Will the tribulations of the DNC lead us to a Seventh Party system, with a new party capable of absorbing social media and new communication technology effectively? Or will the Democrats make the necessary adjustments and corrections to keep the party alive? As the party of demes at its core, and progress at its heart, mission creep is an existential hazard. The current period should be considered a bout of such, and treated transitionally, with a nose for opportunity. If the Democrats can figure out how to adjust to the new political landscape, disabusing the party of its elitist-network of inefficients, there may be a shot at reconstitution, and reinvigoration. The incompetent and the entitled are the twin angels of corruption, it must be remembered.
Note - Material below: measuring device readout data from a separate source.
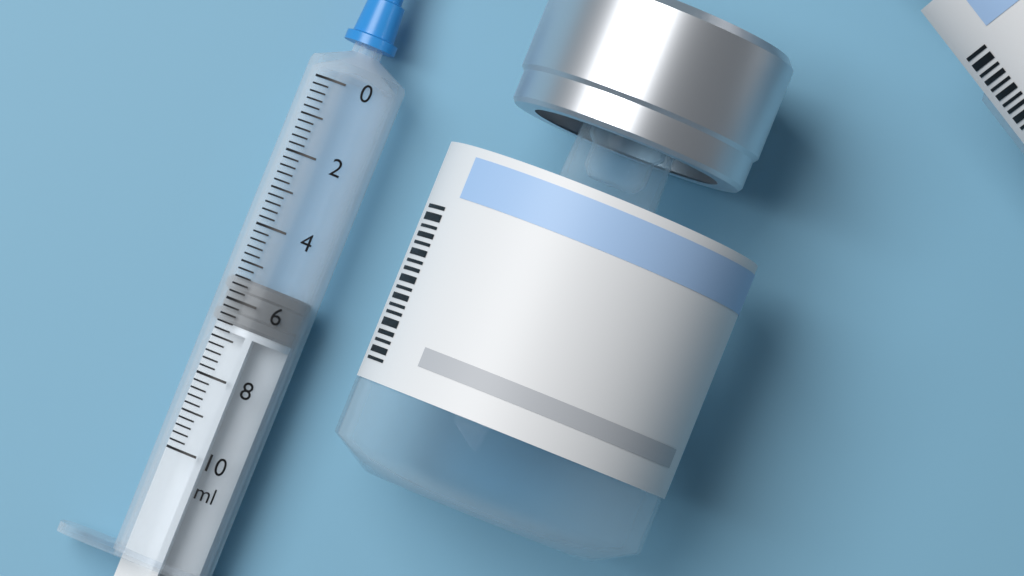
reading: 5.4 ml
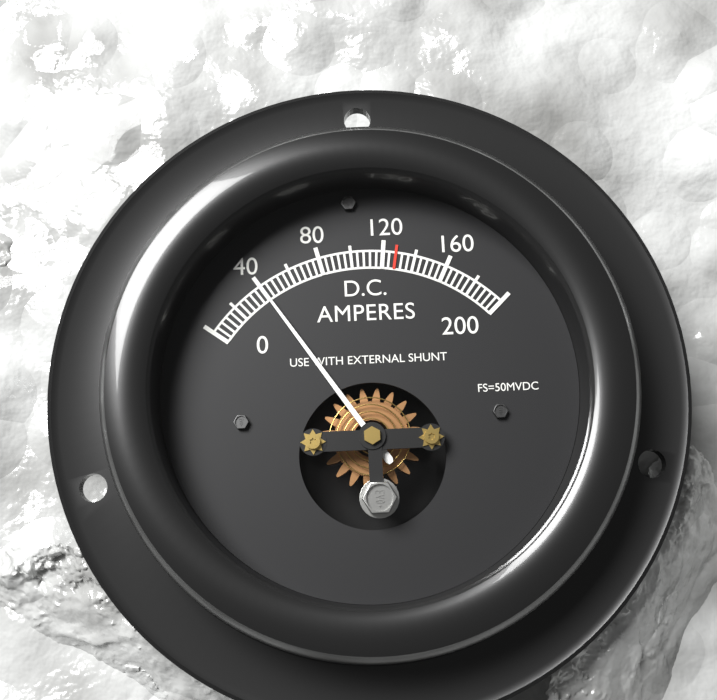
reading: 40 A
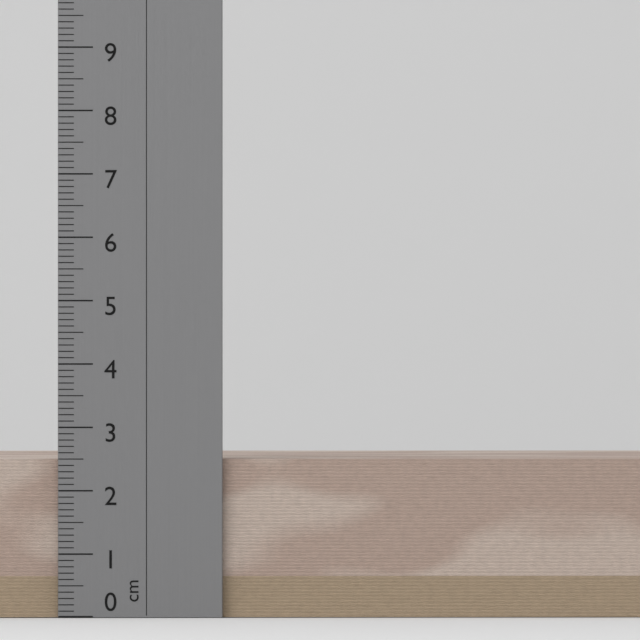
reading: 2.5 cm
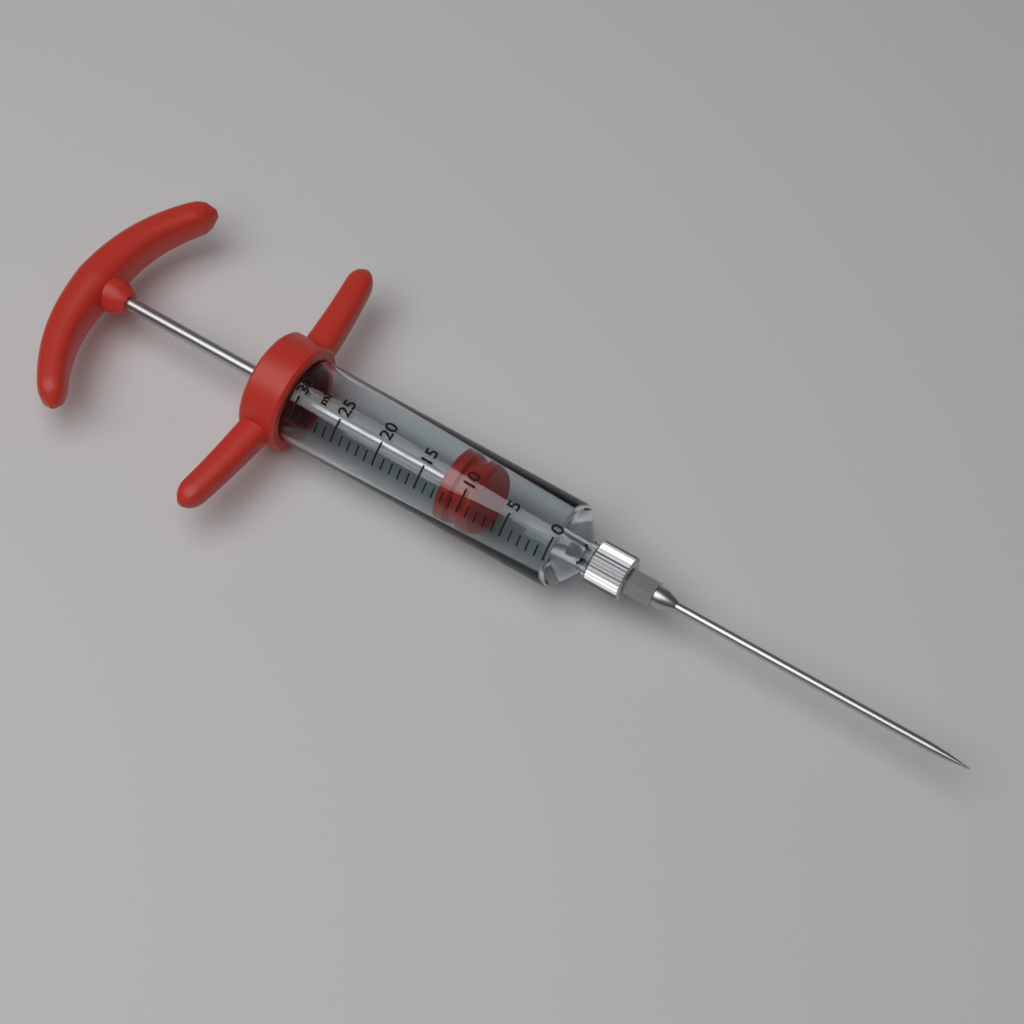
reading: 9 ml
That politics has become so partisan over the last 25 years is due to political differences between citizens growing smaller and more acute (a sign of progress, in fact). The smaller the difference, of course, the more vain its presentation, especially in situations where technology mediates the interpersonal out of the social. And social media is not going away; it will continue to reward politicians who intuit its current presence and effects on popular sovereignty most accurately. The DNC needs to arrive at a comprehensive social media policy and fold it into a rebooted triangulation that communicates: the party’s significant policy successes of the last few generations, a comprehensive future mission focusing on the country as whole, and how this future inclusive Democratic Party will look. The political center has never been juicier with Reagan Democrats and Obama Republicans. One would do well to revisit William Jennings Bryan’s 1896 “Cross of Gold” speech -- “The man who is employed for wages is as much a businessman as his employer” -- making the necessary changes for a modern audience that address the demes, the donkeys, the technology and the party. A larger-than-life figure will be required to deliver it.